March 1, 2009
I arrived at Roosevelt Hospital before ambulatory surgery had opened and had to wait around about 15 minutes before heading up. As the waiting room filled up, I noticed how miserable everyone looked. Like they were walking (and in many cases limping) to their deaths. I realized how completely alone I felt, more alone than I had felt traveling through India on my own. There was no one to feel what I felt at that particular moment in that dilapidated hospital with the worn furniture and stained ceiling tiles. No hands to hold or arms to take shelter in. I found myself missing my family in a way I hadn't in years. Missing the security of people that would see me through my crises and ordeals. But in this I was on my own.
After signing numerous dubious consent forms ensuring I wouldn't sue, I put my clothes and belongings in a narrow locker and changed into a loose-fitting paper gown and thin cocoa-brown ankle socks with rubber adhesive underneath. I padded my way through the hallway looking at concerned families crowded around their sick relatives in curtained rooms or patients stranded on gurneys in the middle of hallways. Soon I found myself stranded as well, staring up at the disintegrating ceiling across from an obese black woman looking sad and lonely. I began to tense up feeling as if I were in the movie Jacob's Ladder, having a hallucination of someplace that I absolutely should not be. My panic settled as a beautiful Indian anesthesiologist took my hand softly and introduced herself. She had an enormous diamond on her finger and I thought that she had an extremely lucky husband. Though self-conscious in my plastic robe and convalescing state, we talked about India which made me feel better and gave me solace that even if I die in this horrible horrible place, one of the last images I will have looked on is an absolutely beautiful woman. They laid me out Christ-like on the operating table remarking how I wouldn't even remember this part of the surgery. I did, even if I didn't remember the actual fading into a gentle sleep.
I came to in a reclining chair with a blanket. Cold. Very cold. They turned on a heat lamp leaving me basking in its glow and brought me some milky tea in a styrofoam cup and graham crackers. I couldn't remember the last time I had graham crackers and had the sense of being a child again. I dozed off and woke up to Jesse working on his laptop beside me. I felt immediately self-conscious at my pitiful state, unable to converse or move properly. Jesse remarked in my bearded state that I looked rather like Van Gough and we waited for the drugs to subside as he snapped occasional pictures of me, documenting the experience. We took a cab the long way home which seemed to hit every pothole in New York. My head was spinning, hurting, jostling, vibrating. I felt like whatever they had put in my head had surely rattled out by the time I got home. I felt nauseous and my head was throbbing. I laid down to bed as Jesse ran out to fill my prescription. Once the medicine kicked in I thanked Jesse profusely and fell into a deep sleep.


WHAT THE EXERCISE ASKS: Transcribe the listing exactly, leaving out every picture.

EXERCISE DATA Block Start

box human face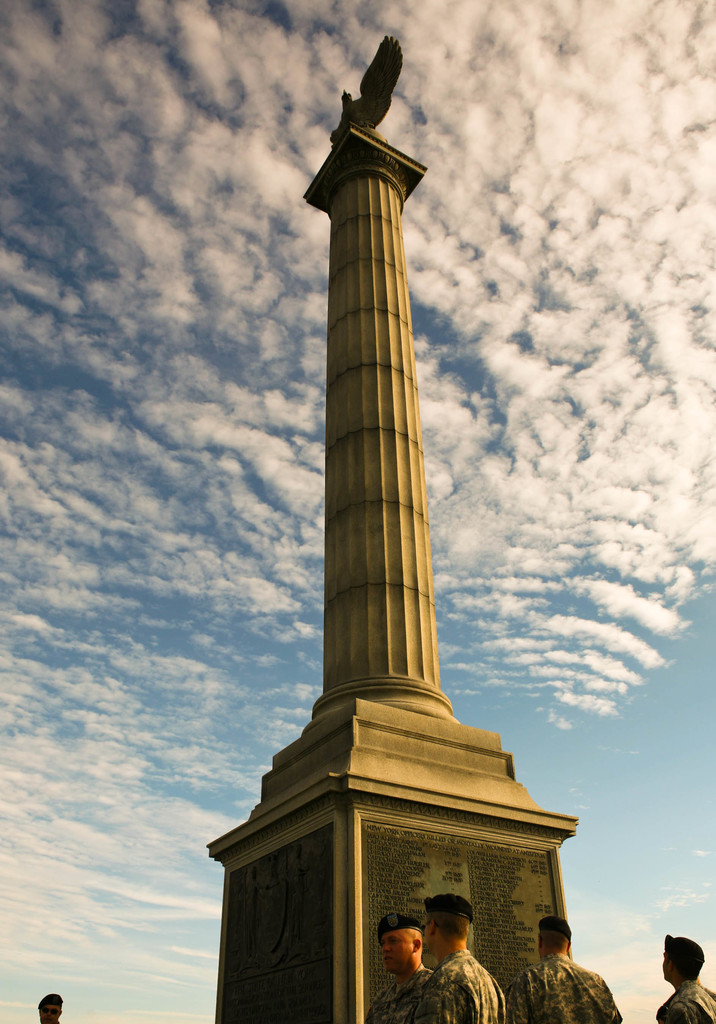
bbox=[40, 998, 66, 1023]
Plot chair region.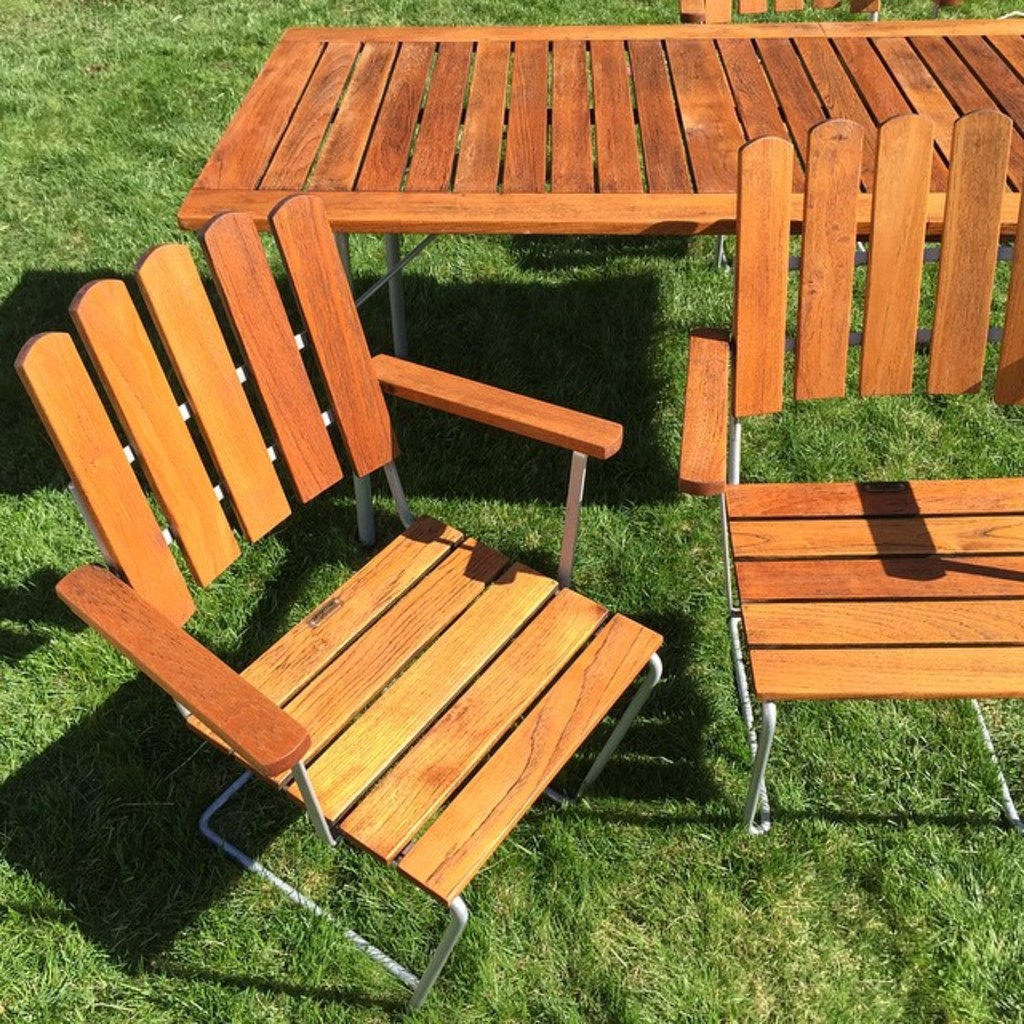
Plotted at rect(29, 197, 688, 1002).
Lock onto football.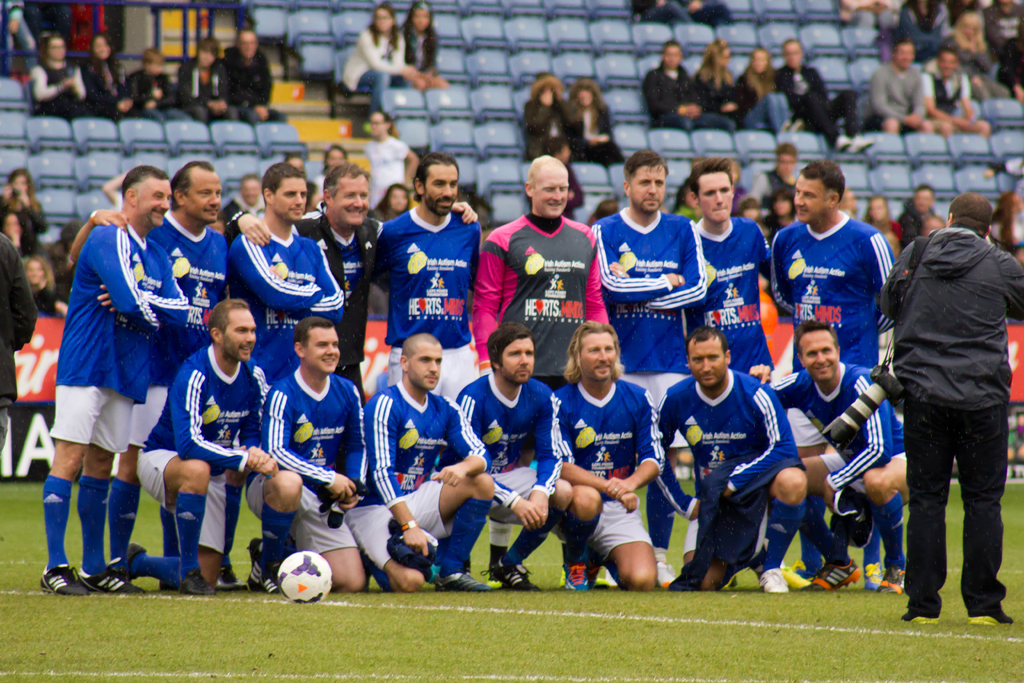
Locked: {"left": 273, "top": 549, "right": 335, "bottom": 607}.
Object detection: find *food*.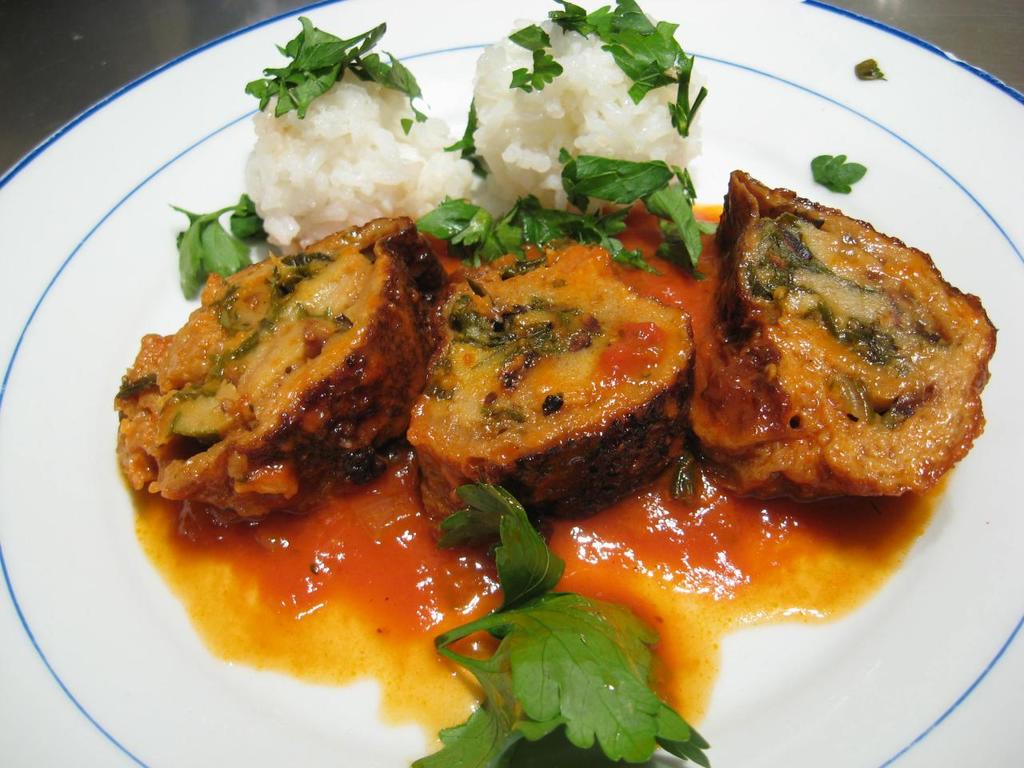
bbox=[114, 222, 422, 524].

EXERCISE DATA Block End

TASK SOLUTION:
box human face
bbox=[40, 998, 66, 1023]
Plot chair region.
Plotted at rect(29, 197, 688, 1002).
Lock onto football.
Locked: {"left": 273, "top": 549, "right": 335, "bottom": 607}.
Object detection: find *food*.
bbox=[114, 222, 422, 524].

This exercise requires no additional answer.